If your post meets the following criteria, it's welcome here!

  1. Open-ended question
  2. Not offensive: at this point, we do not have the bandwidth to moderate overtly political discussions. Assume best intent and be excellent to each other.
  3. Not regarding using or support for Lemmy: context, see the list of support communities and tools for finding communities below
  4. Not ad nauseam inducing: please make sure it is a question that would be new to most members
  5. An actual topic of discussion

Looking for support?

Looking for a community?

~Icon~ ~by~ ~@Double_[email protected]~

founded 5 years ago
MODERATORS
 

I'll share mine first.

I had a psych patient one night pile shitty toilet paper next to his toilet overnight. Normally my psych nurse brain would consider this a symptom of disorganized psychosis, EXCEPT!

I remembered an aita post about a conflict between a western OP and his middle eastern roomate trying to figure out why their roommate put their shitty toilet paper in the trash. Turns out many middle eastern toilets can't handle toilet paper.

Oh and inpatient psychiatry doesn't provide freestanding hard plastic trashcans (turns out they make great clubs). We gave him one of our freestanding paper bag trashcans and problem solved.

TL;DR; Reddit expanded my cultural knowledge enough to differentiate disorganized psychotic behaviors from a genuine cultural difference. Thanks reddit!

Anyone have any similar examples of positive exchanges of knowledge or culture using reddit?

you are viewing a single comment's thread
view the rest of the comments
[โ€“] [email protected] 15 points 1 year ago (3 children)

Uhhhhh... poop knife?

But seriously, I was a kid who had to go through DARE in school, and I did not know how much outright lying was part of that program. And because I was a goody-two-shoes, I believed everything DARE told me.

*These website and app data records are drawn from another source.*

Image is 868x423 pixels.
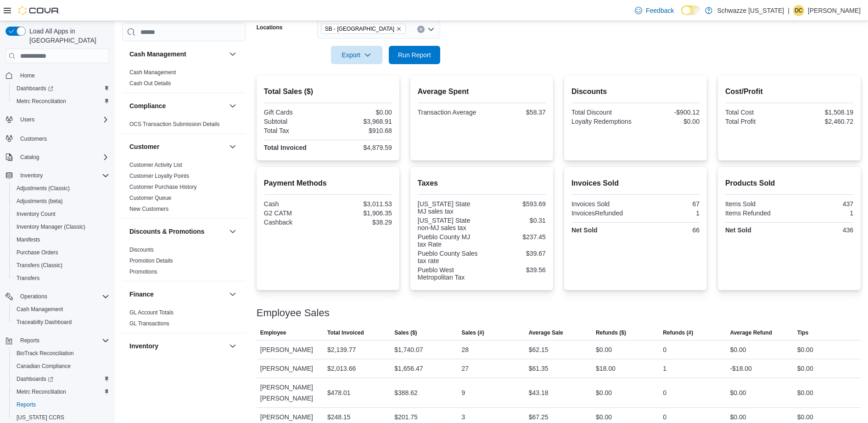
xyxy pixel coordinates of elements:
[16,114,109,125] span: Users
[595,388,612,399] div: $0.00
[10,221,113,234] button: Inventory Manager (Classic)
[330,201,392,208] div: $3,011.53
[130,227,204,236] h3: Discounts & Promotions
[10,260,113,272] button: Transfers (Classic)
[395,344,422,356] div: $1,740.07
[13,183,74,194] a: Adjustments (Classic)
[461,388,465,399] div: 9
[122,245,246,281] div: Discounts & Promotions
[13,208,59,220] a: Inventory Count
[637,201,699,208] div: 67
[13,348,109,359] span: BioTrack Reconciliation
[396,26,402,32] button: Remove SB - Pueblo West from selection in this group
[18,6,60,15] img: Cova
[20,337,40,344] span: Reports
[122,119,246,133] div: Compliance
[264,219,326,226] div: Cashback
[571,109,633,116] div: Total Discount
[16,152,42,163] button: Catalog
[130,172,189,180] span: Customer Loyalty Points
[16,114,38,125] button: Users
[10,373,113,386] a: Dashboards
[20,172,42,179] span: Inventory
[16,70,109,81] span: Home
[330,127,392,134] div: $910.68
[330,209,392,217] div: $1,906.35
[16,198,63,205] span: Adjustments (beta)
[13,221,89,233] a: Inventory Manager (Classic)
[389,46,440,64] button: Run Report
[16,249,58,256] span: Purchase Orders
[2,170,113,183] button: Inventory
[16,133,50,144] a: Customers
[130,184,196,190] a: Customer Purchase History
[418,201,480,215] div: [US_STATE] State MJ sales tax
[637,109,699,116] div: -$900.12
[327,344,356,356] div: $2,139.77
[483,217,546,224] div: $0.31
[130,206,169,213] span: New Customers
[264,87,392,97] h2: Total Sales ($)
[483,109,546,116] div: $58.37
[725,118,788,125] div: Total Profit
[16,388,66,396] span: Metrc Reconciliation
[130,247,154,253] span: Discounts
[130,195,171,202] a: Customer Queue
[631,2,678,20] a: Feedback
[13,387,70,398] a: Metrc Reconciliation
[807,5,860,16] p: [PERSON_NAME]
[797,330,808,336] span: Tips
[13,413,68,423] a: [US_STATE] CCRS
[20,154,39,161] span: Catalog
[13,374,57,385] a: Dashboards
[637,227,699,234] div: 66
[725,201,788,208] div: Items Sold
[330,118,392,125] div: $3,968.91
[227,341,238,352] button: Inventory
[663,344,666,356] div: 0
[725,227,751,234] strong: Net Sold
[330,109,392,116] div: $0.00
[791,109,853,116] div: $1,508.19
[130,183,196,191] span: Customer Purchase History
[717,5,784,16] p: Schwazze [US_STATE]
[13,304,109,315] span: Cash Management
[122,67,246,93] div: Cash Management
[529,388,549,399] div: $43.18
[13,273,43,284] a: Transfers
[10,82,113,95] a: Dashboards
[130,321,170,327] a: GL Transactions
[13,83,109,94] span: Dashboards
[130,310,173,316] a: GL Account Totals
[13,234,109,246] span: Manifests
[26,27,109,45] span: Load All Apps in [GEOGRAPHIC_DATA]
[398,50,431,60] span: Run Report
[2,131,113,145] button: Customers
[227,226,238,237] button: Discounts & Promotions
[461,363,468,375] div: 27
[595,330,626,336] span: Refunds ($)
[16,375,54,383] span: Dashboards
[321,24,406,34] span: SB - Pueblo West
[663,412,666,423] div: 0
[461,330,484,336] span: Sales (#)
[16,210,55,218] span: Inventory Count
[529,363,549,375] div: $61.35
[13,247,109,259] span: Purchase Orders
[130,142,159,151] h3: Customer
[227,141,238,152] button: Customer
[227,289,238,300] button: Finance
[130,101,225,111] button: Compliance
[791,209,853,217] div: 1
[663,330,693,336] span: Refunds (#)
[16,98,66,105] span: Metrc Reconciliation
[10,304,113,316] button: Cash Management
[130,80,171,87] span: Cash Out Details
[264,127,326,134] div: Total Tax
[327,363,356,375] div: $2,013.66
[13,208,109,220] span: Inventory Count
[13,387,109,398] span: Metrc Reconciliation
[16,185,70,192] span: Adjustments (Classic)
[130,290,225,299] button: Finance
[327,412,350,423] div: $248.15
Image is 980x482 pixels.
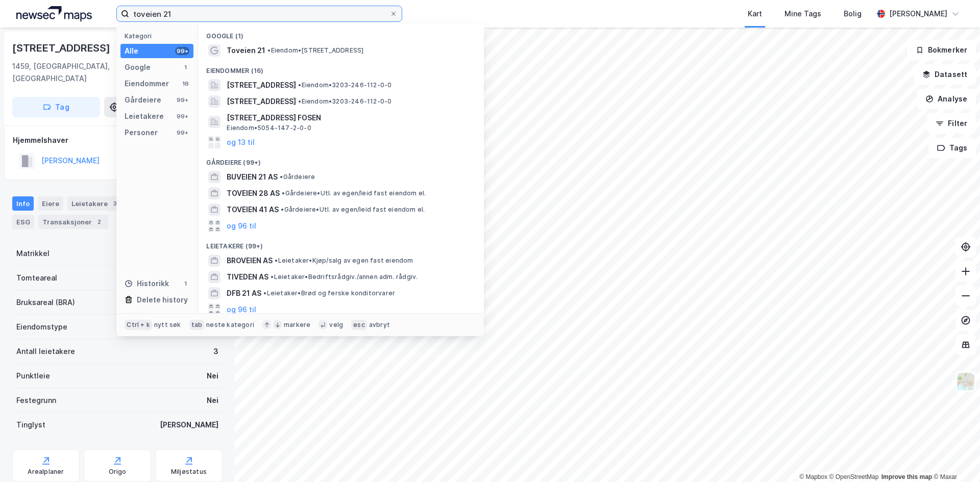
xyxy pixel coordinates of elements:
div: 1459, [GEOGRAPHIC_DATA], [GEOGRAPHIC_DATA] [13,60,169,84]
div: Origo [109,468,127,475]
span: • [267,47,270,54]
span: Eiendom • 3203-246-112-0-0 [298,98,391,106]
div: 3 [109,198,120,208]
span: Toveien 21 [226,44,265,57]
div: Arealplaner [28,468,63,475]
div: Bolig [844,8,861,20]
div: Google [124,61,150,73]
span: • [270,273,274,280]
div: 16 [181,79,189,88]
span: Eiendom • 3203-246-112-0-0 [298,81,391,89]
span: • [275,257,278,264]
a: Improve this map [881,473,932,480]
div: [PERSON_NAME] [889,8,947,20]
div: 99+ [175,96,189,104]
div: 2 [93,217,104,227]
div: 99+ [175,112,189,120]
button: og 96 til [226,304,256,315]
div: Tinglyst [17,419,45,431]
span: Eiendom • [STREET_ADDRESS] [267,47,363,54]
div: [STREET_ADDRESS] [13,40,112,56]
span: • [263,289,266,297]
button: og 13 til [226,136,255,148]
div: markere [284,321,311,329]
button: Tags [928,138,976,158]
div: [PERSON_NAME] [159,419,219,431]
span: • [298,81,301,88]
span: • [298,98,301,105]
div: Tomteareal [17,272,57,284]
span: Gårdeiere • Utl. av egen/leid fast eiendom el. [281,189,426,198]
div: ESG [13,214,34,229]
div: Nei [207,369,219,382]
button: Tag [13,97,100,118]
div: nytt søk [154,321,181,329]
button: Datasett [913,64,976,84]
div: Leietakere [68,196,124,210]
iframe: Chat Widget [929,433,980,482]
div: 3 [214,345,219,358]
div: Festegrunn [17,394,56,406]
div: Kontrollprogram for chat [929,433,980,482]
span: DFB 21 AS [226,287,261,299]
div: Delete history [137,294,188,306]
div: Eiendommer [124,78,169,90]
div: Info [13,196,33,210]
div: Leietakere (99+) [198,234,484,253]
div: velg [329,321,343,329]
span: Leietaker • Kjøp/salg av egen fast eiendom [275,257,413,264]
div: Eiendomstype [17,321,68,333]
span: BROVEIEN AS [226,254,272,267]
span: Leietaker • Bedriftsrådgiv./annen adm. rådgiv. [270,273,417,281]
span: • [280,173,283,180]
a: Mapbox [799,473,827,480]
div: esc [351,319,367,330]
div: 1 [181,63,189,72]
span: Leietaker • Brød og ferske konditorvarer [263,289,395,297]
span: [STREET_ADDRESS] FOSEN [226,112,472,124]
div: Nei [207,394,219,406]
div: Antall leietakere [17,345,75,358]
span: BUVEIEN 21 AS [226,171,278,183]
button: Analyse [917,88,976,109]
span: [STREET_ADDRESS] [226,79,296,91]
div: Gårdeiere (99+) [198,150,484,168]
div: Punktleie [17,369,50,382]
div: Kart [748,8,762,20]
div: Alle [124,45,139,57]
div: Historikk [124,278,169,289]
div: Leietakere [124,110,164,123]
a: OpenStreetMap [829,473,879,480]
img: Z [956,372,975,391]
input: Søk på adresse, matrikkel, gårdeiere, leietakere eller personer [129,6,389,22]
div: Bruksareal (BRA) [17,296,75,309]
div: Eiere [38,196,63,210]
div: Matrikkel [17,248,49,259]
div: Gårdeiere [124,93,161,106]
span: TOVEIEN 41 AS [226,203,279,216]
span: TIVEDEN AS [226,271,269,283]
div: Personer [124,127,158,138]
button: Filter [927,113,976,133]
div: Ctrl + k [124,319,152,330]
div: Kategori [124,33,194,40]
div: Mine Tags [785,8,821,20]
div: 1 [181,279,189,288]
img: logo.a4113a55bc3d86da70a041830d287a7e.svg [17,6,92,22]
button: Bokmerker [907,40,976,60]
div: Hjemmelshaver [13,134,222,146]
span: [STREET_ADDRESS] [226,95,296,108]
span: • [280,205,284,213]
span: Gårdeiere [280,173,315,181]
div: 99+ [175,47,189,55]
span: Eiendom • 5054-147-2-0-0 [226,124,311,132]
button: og 96 til [226,219,256,232]
div: tab [189,319,205,330]
div: Transaksjoner [38,214,109,229]
span: Gårdeiere • Utl. av egen/leid fast eiendom el. [280,205,425,213]
span: TOVEIEN 28 AS [226,187,280,199]
span: • [281,189,285,197]
div: 99+ [175,128,189,137]
div: avbryt [369,321,390,329]
div: Google (1) [198,24,484,43]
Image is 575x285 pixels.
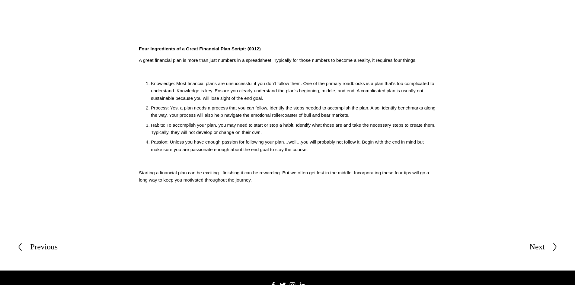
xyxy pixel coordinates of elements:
p: Passion: Unless you have enough passion for following your plan…well…you will probably not follow... [151,138,436,153]
div: Next [529,241,545,253]
p: Habits: To accomplish your plan, you may need to start or stop a habit. Identify what those are a... [151,122,436,136]
p: Knowledge: Most financial plans are unsuccessful if you don't follow them. One of the primary roa... [151,80,436,102]
a: Next [529,241,558,253]
strong: Four Ingredients of a Great Financial Plan Script: (0012) [139,46,261,51]
a: Previous [17,241,58,253]
p: A great financial plan is more than just numbers in a spreadsheet. Typically for those numbers to... [139,57,436,64]
div: Previous [30,241,58,253]
p: Process: Yes, a plan needs a process that you can follow. Identify the steps needed to accomplish... [151,104,436,119]
p: Starting a financial plan can be exciting...finishing it can be rewarding. But we often get lost ... [139,169,436,184]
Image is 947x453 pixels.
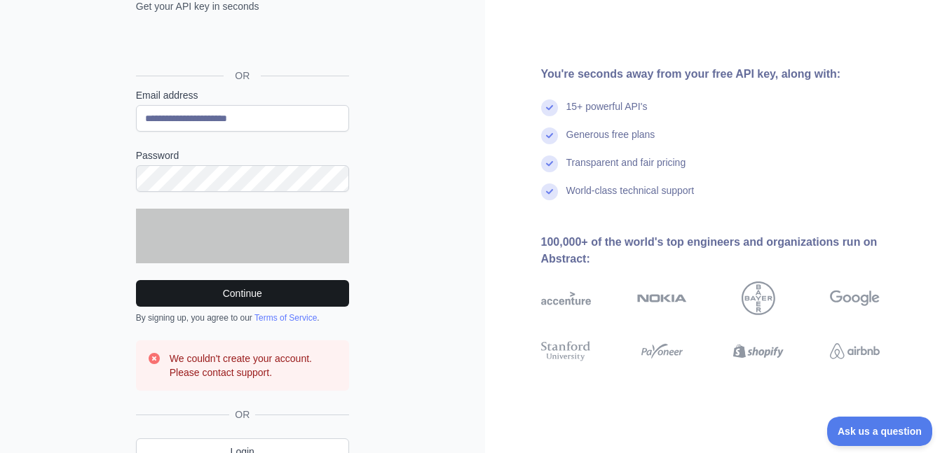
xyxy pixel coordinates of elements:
iframe: Sign in with Google Button [129,29,353,60]
label: Password [136,149,349,163]
img: google [830,282,880,315]
img: accenture [541,282,591,315]
div: You're seconds away from your free API key, along with: [541,66,925,83]
iframe: Toggle Customer Support [827,417,933,446]
div: Transparent and fair pricing [566,156,686,184]
label: Email address [136,88,349,102]
iframe: reCAPTCHA [136,209,349,264]
img: check mark [541,100,558,116]
div: Generous free plans [566,128,655,156]
h3: We couldn't create your account. Please contact support. [170,352,338,380]
img: nokia [637,282,687,315]
span: OR [224,69,261,83]
span: OR [229,408,255,422]
img: stanford university [541,339,591,364]
img: check mark [541,156,558,172]
img: check mark [541,184,558,200]
img: bayer [742,282,775,315]
img: check mark [541,128,558,144]
img: payoneer [637,339,687,364]
div: 100,000+ of the world's top engineers and organizations run on Abstract: [541,234,925,268]
div: 15+ powerful API's [566,100,648,128]
img: airbnb [830,339,880,364]
div: World-class technical support [566,184,695,212]
div: By signing up, you agree to our . [136,313,349,324]
a: Terms of Service [254,313,317,323]
button: Continue [136,280,349,307]
img: shopify [733,339,783,364]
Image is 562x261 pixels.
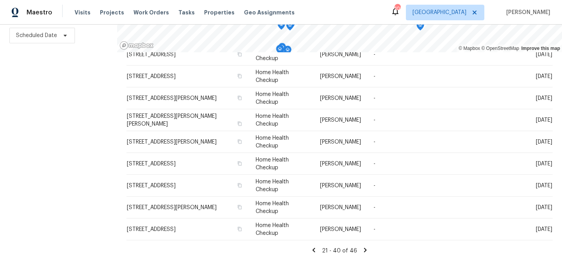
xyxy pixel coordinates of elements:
[127,52,176,57] span: [STREET_ADDRESS]
[373,183,375,188] span: -
[535,96,552,101] span: [DATE]
[320,183,361,188] span: [PERSON_NAME]
[373,139,375,145] span: -
[127,96,216,101] span: [STREET_ADDRESS][PERSON_NAME]
[535,161,552,167] span: [DATE]
[255,201,289,214] span: Home Health Checkup
[236,73,243,80] button: Copy Address
[236,51,243,58] button: Copy Address
[535,52,552,57] span: [DATE]
[394,5,400,12] div: 106
[373,227,375,232] span: -
[127,161,176,167] span: [STREET_ADDRESS]
[416,21,424,33] div: Map marker
[255,157,289,170] span: Home Health Checkup
[535,139,552,145] span: [DATE]
[255,223,289,236] span: Home Health Checkup
[373,161,375,167] span: -
[373,205,375,210] span: -
[284,46,291,58] div: Map marker
[320,227,361,232] span: [PERSON_NAME]
[373,117,375,123] span: -
[133,9,169,16] span: Work Orders
[236,94,243,101] button: Copy Address
[100,9,124,16] span: Projects
[535,183,552,188] span: [DATE]
[127,205,216,210] span: [STREET_ADDRESS][PERSON_NAME]
[535,227,552,232] span: [DATE]
[255,92,289,105] span: Home Health Checkup
[320,161,361,167] span: [PERSON_NAME]
[127,139,216,145] span: [STREET_ADDRESS][PERSON_NAME]
[373,74,375,79] span: -
[27,9,52,16] span: Maestro
[127,227,176,232] span: [STREET_ADDRESS]
[373,52,375,57] span: -
[322,248,357,254] span: 21 - 40 of 46
[320,117,361,123] span: [PERSON_NAME]
[16,32,57,39] span: Scheduled Date
[373,96,375,101] span: -
[320,52,361,57] span: [PERSON_NAME]
[276,45,284,57] div: Map marker
[521,46,560,51] a: Improve this map
[127,113,216,127] span: [STREET_ADDRESS][PERSON_NAME][PERSON_NAME]
[255,135,289,149] span: Home Health Checkup
[535,205,552,210] span: [DATE]
[127,183,176,188] span: [STREET_ADDRESS]
[236,160,243,167] button: Copy Address
[236,138,243,145] button: Copy Address
[74,9,90,16] span: Visits
[320,96,361,101] span: [PERSON_NAME]
[255,179,289,192] span: Home Health Checkup
[278,43,286,55] div: Map marker
[204,9,234,16] span: Properties
[320,205,361,210] span: [PERSON_NAME]
[127,74,176,79] span: [STREET_ADDRESS]
[481,46,519,51] a: OpenStreetMap
[244,9,294,16] span: Geo Assignments
[255,48,289,61] span: Home Health Checkup
[236,204,243,211] button: Copy Address
[535,74,552,79] span: [DATE]
[255,113,289,127] span: Home Health Checkup
[277,20,285,32] div: Map marker
[236,225,243,232] button: Copy Address
[286,21,294,33] div: Map marker
[119,41,154,50] a: Mapbox homepage
[320,74,361,79] span: [PERSON_NAME]
[503,9,550,16] span: [PERSON_NAME]
[236,120,243,127] button: Copy Address
[458,46,480,51] a: Mapbox
[255,70,289,83] span: Home Health Checkup
[412,9,466,16] span: [GEOGRAPHIC_DATA]
[535,117,552,123] span: [DATE]
[320,139,361,145] span: [PERSON_NAME]
[178,10,195,15] span: Tasks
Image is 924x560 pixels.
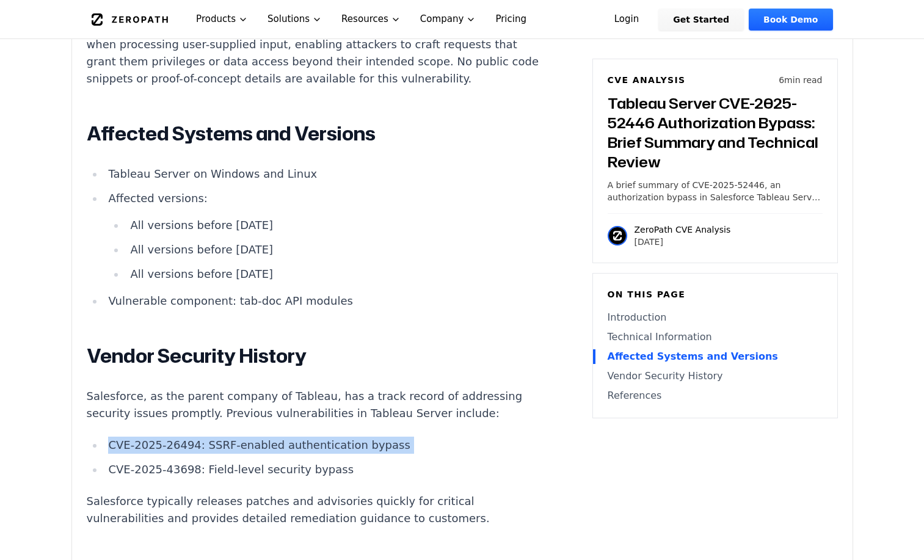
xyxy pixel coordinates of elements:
h2: Vendor Security History [87,344,541,368]
a: Technical Information [608,330,823,344]
a: References [608,388,823,403]
p: ZeroPath CVE Analysis [635,223,731,236]
h3: Tableau Server CVE-2025-52446 Authorization Bypass: Brief Summary and Technical Review [608,94,823,172]
p: Salesforce typically releases patches and advisories quickly for critical vulnerabilities and pro... [87,493,541,527]
a: Login [600,9,654,30]
a: Vendor Security History [608,369,823,383]
a: Introduction [608,310,823,325]
h2: Affected Systems and Versions [87,121,541,146]
a: Get Started [658,9,744,30]
p: Salesforce, as the parent company of Tableau, has a track record of addressing security issues pr... [87,387,541,422]
li: All versions before [DATE] [125,266,541,282]
h6: On this page [608,288,823,301]
li: CVE-2025-43698: Field-level security bypass [104,461,541,478]
p: A brief summary of CVE-2025-52446, an authorization bypass in Salesforce Tableau Server affecting... [608,179,823,204]
p: [DATE] [635,236,731,248]
img: ZeroPath CVE Analysis [608,226,627,245]
li: Tableau Server on Windows and Linux [104,165,541,183]
a: Affected Systems and Versions [608,349,823,364]
li: All versions before [DATE] [125,217,541,234]
a: Book Demo [749,9,832,30]
li: CVE-2025-26494: SSRF-enabled authentication bypass [104,437,541,454]
li: All versions before [DATE] [125,241,541,258]
h6: CVE Analysis [608,74,686,86]
p: The flaw is classified under CWE-639 (Authorization Bypass Through User-Controlled Key). The affe... [87,2,541,88]
p: 6 min read [779,74,822,86]
li: Affected versions: [104,190,541,282]
li: Vulnerable component: tab-doc API modules [104,292,541,309]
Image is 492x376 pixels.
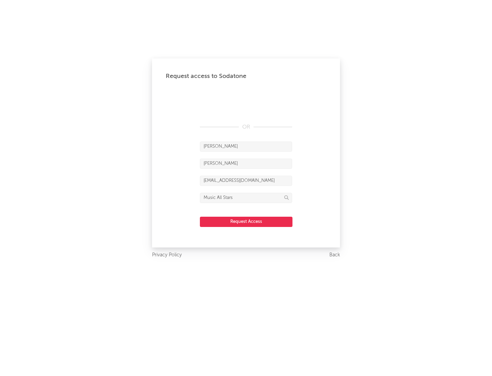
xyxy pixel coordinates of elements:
a: Back [330,251,340,259]
input: Email [200,176,292,186]
div: OR [200,123,292,131]
button: Request Access [200,217,293,227]
a: Privacy Policy [152,251,182,259]
input: First Name [200,142,292,152]
input: Last Name [200,159,292,169]
div: Request access to Sodatone [166,72,327,80]
input: Division [200,193,292,203]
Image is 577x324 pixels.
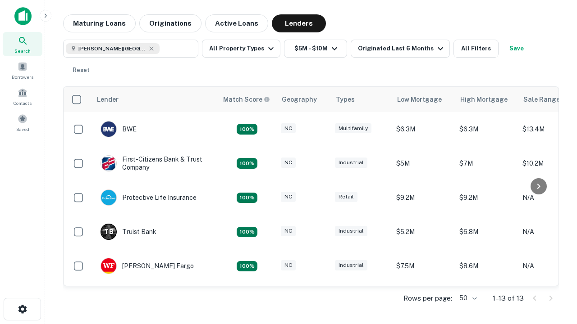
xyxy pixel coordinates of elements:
div: Geography [282,94,317,105]
th: Capitalize uses an advanced AI algorithm to match your search with the best lender. The match sco... [218,87,276,112]
button: $5M - $10M [284,40,347,58]
button: All Property Types [202,40,280,58]
button: Lenders [272,14,326,32]
span: Search [14,47,31,55]
td: $6.3M [455,112,518,146]
div: Types [336,94,355,105]
div: 50 [455,292,478,305]
div: Matching Properties: 3, hasApolloMatch: undefined [237,227,257,238]
div: High Mortgage [460,94,507,105]
div: Protective Life Insurance [100,190,196,206]
div: NC [281,260,296,271]
img: capitalize-icon.png [14,7,32,25]
span: Borrowers [12,73,33,81]
td: $8.8M [455,283,518,318]
div: Capitalize uses an advanced AI algorithm to match your search with the best lender. The match sco... [223,95,270,105]
img: picture [101,190,116,205]
iframe: Chat Widget [532,252,577,296]
img: picture [101,122,116,137]
div: Lender [97,94,118,105]
a: Saved [3,110,42,135]
button: Reset [67,61,96,79]
div: NC [281,226,296,237]
div: NC [281,158,296,168]
div: Industrial [335,226,367,237]
div: Matching Properties: 2, hasApolloMatch: undefined [237,124,257,135]
div: Multifamily [335,123,371,134]
span: Contacts [14,100,32,107]
th: Low Mortgage [392,87,455,112]
a: Contacts [3,84,42,109]
div: NC [281,192,296,202]
td: $8.8M [392,283,455,318]
img: picture [101,259,116,274]
button: Originated Last 6 Months [351,40,450,58]
button: Active Loans [205,14,268,32]
span: Saved [16,126,29,133]
div: Sale Range [523,94,560,105]
div: [PERSON_NAME] Fargo [100,258,194,274]
div: Originated Last 6 Months [358,43,446,54]
th: Types [330,87,392,112]
p: Rows per page: [403,293,452,304]
a: Borrowers [3,58,42,82]
td: $7.5M [392,249,455,283]
td: $6.8M [455,215,518,249]
p: T B [104,228,113,237]
td: $8.6M [455,249,518,283]
td: $9.2M [455,181,518,215]
button: All Filters [453,40,498,58]
a: Search [3,32,42,56]
td: $9.2M [392,181,455,215]
div: Industrial [335,260,367,271]
div: BWE [100,121,137,137]
div: Retail [335,192,357,202]
img: picture [101,156,116,171]
div: First-citizens Bank & Trust Company [100,155,209,172]
span: [PERSON_NAME][GEOGRAPHIC_DATA], [GEOGRAPHIC_DATA] [78,45,146,53]
div: Matching Properties: 2, hasApolloMatch: undefined [237,158,257,169]
div: Matching Properties: 2, hasApolloMatch: undefined [237,193,257,204]
button: Maturing Loans [63,14,136,32]
td: $6.3M [392,112,455,146]
td: $5.2M [392,215,455,249]
button: Save your search to get updates of matches that match your search criteria. [502,40,531,58]
div: Industrial [335,158,367,168]
td: $5M [392,146,455,181]
th: Lender [91,87,218,112]
div: NC [281,123,296,134]
div: Truist Bank [100,224,156,240]
p: 1–13 of 13 [492,293,524,304]
div: Low Mortgage [397,94,442,105]
td: $7M [455,146,518,181]
th: High Mortgage [455,87,518,112]
h6: Match Score [223,95,268,105]
th: Geography [276,87,330,112]
div: Matching Properties: 2, hasApolloMatch: undefined [237,261,257,272]
button: Originations [139,14,201,32]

I was in my late 30s before Reddit presented me with facts that showed me that LSD does not, in fact, pool at the base of your spine and cause you to trip randomly for the rest of your life.

[โ€“] [email protected] 3 points 1 year ago (1 children)

I've never player truth or dare but I never wanted to because I didn't want to tell people I hardly know very personal stuff. Not that long ago I learned that people apparently frequently lie while playing it, but honestly why are you playing it then?

[โ€“] [email protected] 4 points 1 year ago

DARE was (is) an anti-drug program in the United States that is aimed at K-12 students. It was all over schools in the 80s and early 90s.